Baker, a self-proclaimed “G-code guy,” calls the conversational feature of the 828D “pretty cool.”

“I still teach G-code programming,” says Baker, who is also secretary of the SkillsUSA board of directors. “But with conversational, that enables students to see. Instead of just, ‘OK, I’m pushing this, and this is going to happen,’ conversational teaches what’s happening behind the scenes. I know what the machine’s doing.”

Similar to Anthony’s students at Hollenstein Career and Technology Center in Texas, Baker says the 828D’s conversational programming resonates in his classes.

“I’ve had students understand [G-code], but they’re just not as good with it,” he says. “Then they’ll get on a conversational control and—bam—it seems to fit their personality or their skill set, and they do great on it.”

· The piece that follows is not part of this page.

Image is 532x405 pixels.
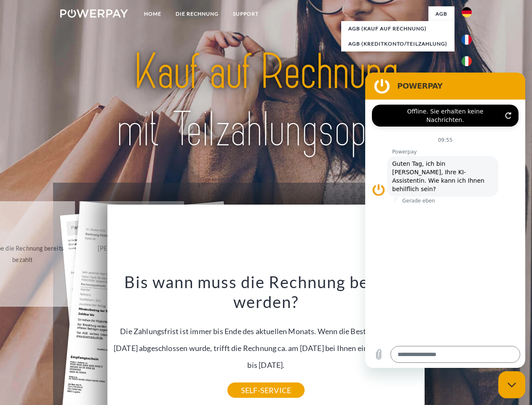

His classroom experience with the 828D control has pushed Baker to advocate for conversational programming supported by the Siemens SINUMERIK CNC platform in future SkillsUSA competitions.

A student does conversational programming on a DMU 50 machine using a SINUMERK 840D controller during class at De Anza College.

“SkillsUSA is a very progressive organization. We always want our students to learn and our instructors and teachers to deliver the latest technology. To me, the 828D represents the latest in CNC machining technology,” Baker says. “Haas does a good job putting on the CNC G-code contest right now, but as an instructor, I think we should also have a CNC conversational contest. Two different controls.”

Being an instructor along with being a SkillsUSA board member gives Baker a unique and educated perspective on the organization’s mission. He sees conversational as a trend that will help shape a new generation of CNC professionals, and he doesn’t want any students left behind.

“You always have to be forward-looking,” he says. “Our SkillsUSA competitions drive behavior immediately, adapting new technologies out there, getting them more and more common.

“At competitions, students introduce these new technologies at the national level. From a board directive, we want to make sure that the greatest number of students possible are able to participate.”